Ghanaian entrepreneurs earn about USD 150 for every frame they build, while the finished bikes are sold in United States for about USD 950 each.
In my experience as a young researcher in Africa there are three factors that have been a part of most of the violent clashes I have heard of or lived through: politics, ethnic rivalries and economics.
Many commentaries on the Jos crisis touched on the role of religion, politics, and even geography. However, the common denominator in the crisis — as in most sectarian crises in Nigeria — is traceable to the deep inequalities in the society. The elements of religion or politics are just mere facilitators in the conflict.
The conventional wisdom that Africa is not reducing poverty is wrong. A recent study published by US-based National Bureau of Economic Research shows that:
African poverty is falling and is falling rapidly;
If present trends continue, the poverty Millennium Development Goal of halving the proportion of people with incomes less than one dollar a day will be [...]
Now at age 65 — and with his four children out of college, Dr Godwin Onyema, obstetrician/gynecologist is preparing to return to Nigeria to open a women’s hospital. It would be Onyema’s chance to make good on a promise he made to his father in 1974 when he came to the United States to study medicine.
Nigeria’s ruling political party has said it wants a Muslim from the north to stand as its candidate for the oil-rich nation’s presidential election next year, blocking the country’s Christian acting president from seeking the office.
The announcement by Vincent Ogbulafor, national chairman of the People’s Democratic Party, late Tuesday appears to cut acting President Goodluck [...]
Many experts believe Africa, with its expansive base of newly minted consumers, may very well be on the verge of becoming the next India, thanks to frenetic urbanization and the sort of big push in services and infrastructure that transformed the Asian subcontinent 15 years ago. Just as India once harnessed its booming population of cheap labor, Africa stands to gain by the rapid growth of its big cities.

Almost half of the 72 million children out of school worldwide in 2007 lived in sub-Saharan Africa. In the view of most education advocates, school fees served more as a barrier to the poor than as a source of finance for good education.
African entrepreneurs helping lead the way with innovative approaches to trade and exports. Focus on Ethiopia…

You look at this picture and you ask yourself why dictators don’t prevent these coups from happening?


◆ **WHAT YOU SHOULD DO**
Every line in the entries where "strong" is found should be copied.
....
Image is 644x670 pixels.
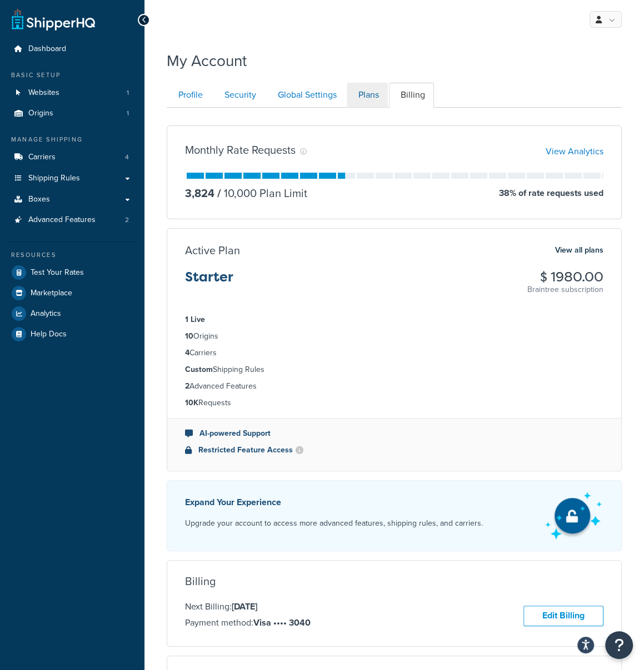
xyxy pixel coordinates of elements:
[9,135,136,144] div: Manage Shipping
[167,480,621,551] a: Expand Your Experience Upgrade your account to access more advanced features, shipping rules, and...
[31,330,67,339] span: Help Docs
[9,303,136,324] a: Analytics
[185,347,189,359] strong: 4
[185,381,189,392] strong: 2
[527,270,603,285] h3: $ 1980.00
[185,397,198,409] strong: 10K
[185,347,603,359] li: Carriers
[9,168,136,189] a: Shipping Rules
[346,83,388,108] a: Plans
[9,70,136,80] div: Basic Setup
[605,631,633,659] button: Open Resource Center
[9,147,136,168] a: Carriers 4
[167,50,247,72] h1: My Account
[499,185,603,201] p: 38 % of rate requests used
[9,103,136,124] a: Origins 1
[9,147,136,168] li: Carriers
[28,109,53,118] span: Origins
[185,516,483,531] p: Upgrade your account to access more advanced features, shipping rules, and carriers.
[28,153,56,162] span: Carriers
[555,243,603,258] a: View all plans
[9,83,136,103] li: Websites
[12,9,95,31] a: ShipperHQ Home
[213,83,265,108] a: Security
[9,283,136,303] a: Marketplace
[28,215,95,225] span: Advanced Features
[125,153,129,162] span: 4
[185,381,603,393] li: Advanced Features
[185,600,310,614] p: Next Billing:
[9,250,136,260] div: Resources
[527,285,603,296] p: Braintree subscription
[266,83,345,108] a: Global Settings
[185,244,240,256] h3: Active Plan
[125,215,129,225] span: 2
[185,330,603,343] li: Origins
[9,83,136,103] a: Websites 1
[127,88,129,98] span: 1
[9,210,136,231] li: Advanced Features
[127,109,129,118] span: 1
[28,174,80,183] span: Shipping Rules
[185,144,296,156] h3: Monthly Rate Requests
[31,268,84,278] span: Test Your Rates
[185,397,603,409] li: Requests
[389,83,434,108] a: Billing
[185,314,205,326] strong: 1 Live
[214,185,307,201] p: 10,000 Plan Limit
[9,39,136,59] a: Dashboard
[185,363,213,375] strong: Custom
[523,606,603,627] a: Edit Billing
[9,189,136,210] a: Boxes
[185,444,603,456] li: Restricted Feature Access
[185,495,483,510] p: Expand Your Experience
[9,103,136,124] li: Origins
[185,428,603,440] li: AI-powered Support
[185,330,193,342] strong: 10
[28,45,66,54] span: Dashboard
[231,600,257,613] strong: [DATE]
[217,185,221,201] span: /
[9,262,136,283] a: Test Your Rates
[185,270,233,293] h3: Starter
[185,575,215,587] h3: Billing
[28,88,59,98] span: Websites
[31,289,72,298] span: Marketplace
[185,185,214,201] p: 3,824
[167,83,212,108] a: Profile
[185,363,603,376] li: Shipping Rules
[9,210,136,231] a: Advanced Features 2
[545,145,603,158] a: View Analytics
[185,616,310,630] p: Payment method:
[9,324,136,344] a: Help Docs
[253,616,310,629] strong: Visa •••• 3040
[28,195,50,204] span: Boxes
[31,309,61,319] span: Analytics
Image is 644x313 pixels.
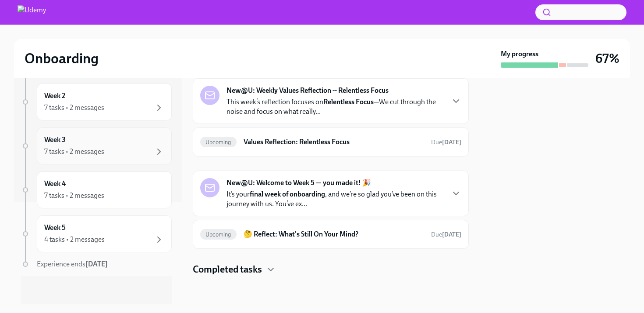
....
◆ **ANSWER FOR THIS EXERCISE**
[185,347,189,359] strong: 4
[185,381,189,392] strong: 2
[185,397,198,409] strong: 10K
[185,314,205,326] strong: 1 Live
[185,363,213,375] strong: Custom
[185,330,193,342] strong: 10
[231,600,257,613] strong: [DATE]
[253,616,310,629] strong: Visa •••• 3040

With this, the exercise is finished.